Manny and his extended family are getting ready to welcome a new member into the group, Peaches' soon-to-be husband Julian. Manny and Ellie are shocked to discover Peaches plans to move away with her husband after her wedding. Meanwhile, Diego and his new mate Shira are thinking about starting their own family. Finally, Sid is having no luck finding a special someone. But all those personal problems fade into insignificance once Buck arrives with news of the impending doomsday.

It falls to Manny and his group to try to avert the coming disaster by repelling the asteroid from its trajectory using a bunch of magnetic crystals. Along the way, the group encounters a secret city called "Geotopia," whose residents manage to stay eternally young thanks to the energy from the crystals. Sid finally meets a fellow sloth named Brooke who is interested in him, but time is running out for everyone as the asteroids are getting closer than ever. 

Scrat: Spaced Out

After the events of the last movie, Scrat is still stuck in space. With increasing desperation, Scrat tries to get the hang of the controls of the spaceship he is stuck inside. The squirrel's actions make the ship go haywire, tossing the moon towards the Earth to create giant tidal waves and causing an electrical storm that Manny and his family get stuck in. 

Meanwhile, Scrat continues to try to get to the acorn that is also inside the spaceship. Victory finally appears close at hand until Scrat and the acorn are taken into custody by a group of squirrel-like aliens called Scratazon. But Scrat refuses to give up the acorn, waging a single-handed war against the Scratazon that eventually leads to the destruction of their entire mothership. 

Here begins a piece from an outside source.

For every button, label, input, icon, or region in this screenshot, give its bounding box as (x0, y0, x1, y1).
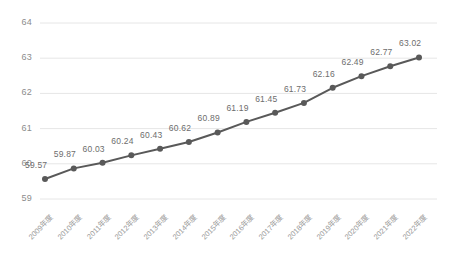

In the end, Scrat is sucked into a black hole along with his acorn. Somehow, the squirrel manages to make its way out of the black hole, but the acorn gets sucked right back inside. Scrat is left screaming in frustration in the depths of space.

No Time For Nuts

This particular short is considered something of an outlier since it is not part of the official "Ice Age" canon. Scrat is once again looking for a place to bury an acorn. The squirrel comes across a strange, beeping device that turns out to be a time machine. Naturally, Scrat manages to activate the machine accidentally, and it sends the squirrel and the acorn into the Middle Ages.

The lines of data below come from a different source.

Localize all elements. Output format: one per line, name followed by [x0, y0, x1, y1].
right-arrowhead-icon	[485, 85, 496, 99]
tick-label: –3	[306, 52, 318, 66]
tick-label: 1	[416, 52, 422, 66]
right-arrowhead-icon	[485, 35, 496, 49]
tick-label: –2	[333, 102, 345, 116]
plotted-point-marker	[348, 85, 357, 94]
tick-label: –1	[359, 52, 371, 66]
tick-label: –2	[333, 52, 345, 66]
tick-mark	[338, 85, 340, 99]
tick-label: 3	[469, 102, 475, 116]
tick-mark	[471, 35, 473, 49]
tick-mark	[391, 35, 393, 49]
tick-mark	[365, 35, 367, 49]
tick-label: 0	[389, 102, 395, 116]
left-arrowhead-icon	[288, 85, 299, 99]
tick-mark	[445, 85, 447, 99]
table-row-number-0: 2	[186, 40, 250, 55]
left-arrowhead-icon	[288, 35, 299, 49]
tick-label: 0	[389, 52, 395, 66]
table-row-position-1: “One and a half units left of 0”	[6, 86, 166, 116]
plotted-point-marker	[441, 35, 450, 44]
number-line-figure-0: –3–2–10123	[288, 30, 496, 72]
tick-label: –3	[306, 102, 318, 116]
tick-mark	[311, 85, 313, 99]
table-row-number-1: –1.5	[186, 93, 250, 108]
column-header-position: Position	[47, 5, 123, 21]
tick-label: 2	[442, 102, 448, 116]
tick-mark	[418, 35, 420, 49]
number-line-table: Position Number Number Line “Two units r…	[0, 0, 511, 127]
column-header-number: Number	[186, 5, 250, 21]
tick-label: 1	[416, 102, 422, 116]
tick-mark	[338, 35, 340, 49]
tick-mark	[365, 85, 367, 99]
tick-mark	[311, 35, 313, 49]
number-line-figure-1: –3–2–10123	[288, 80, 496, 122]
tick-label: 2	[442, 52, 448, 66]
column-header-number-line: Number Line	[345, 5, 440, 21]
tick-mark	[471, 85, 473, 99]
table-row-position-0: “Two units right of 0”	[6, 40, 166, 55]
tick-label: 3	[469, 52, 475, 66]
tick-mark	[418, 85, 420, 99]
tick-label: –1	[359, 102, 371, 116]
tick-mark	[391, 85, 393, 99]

Despite being lost in time, Scrat's only concern is getting the acorn. But a number of obstacles stand in the way, requiring the squirrel to keep jumping between different points in time. From the Roman Colosseum where a hungry tiger awaits, to the iceberg into which the Titanic is about to collide, to the land of dinosaurs, to a museum where only the bones of creatures from the ice age remain, Scrat keeps working the time machine, hoping to get back to his proper time period.

When the squirrel does manage to return to the ice age, a temporal paradox creates two versions of Scrat in the same location, who immediately begin fighting over the acorn. After some more time-travelling shenanigans, Scrat is left stranded in the future with no more acorns and no way of getting back home.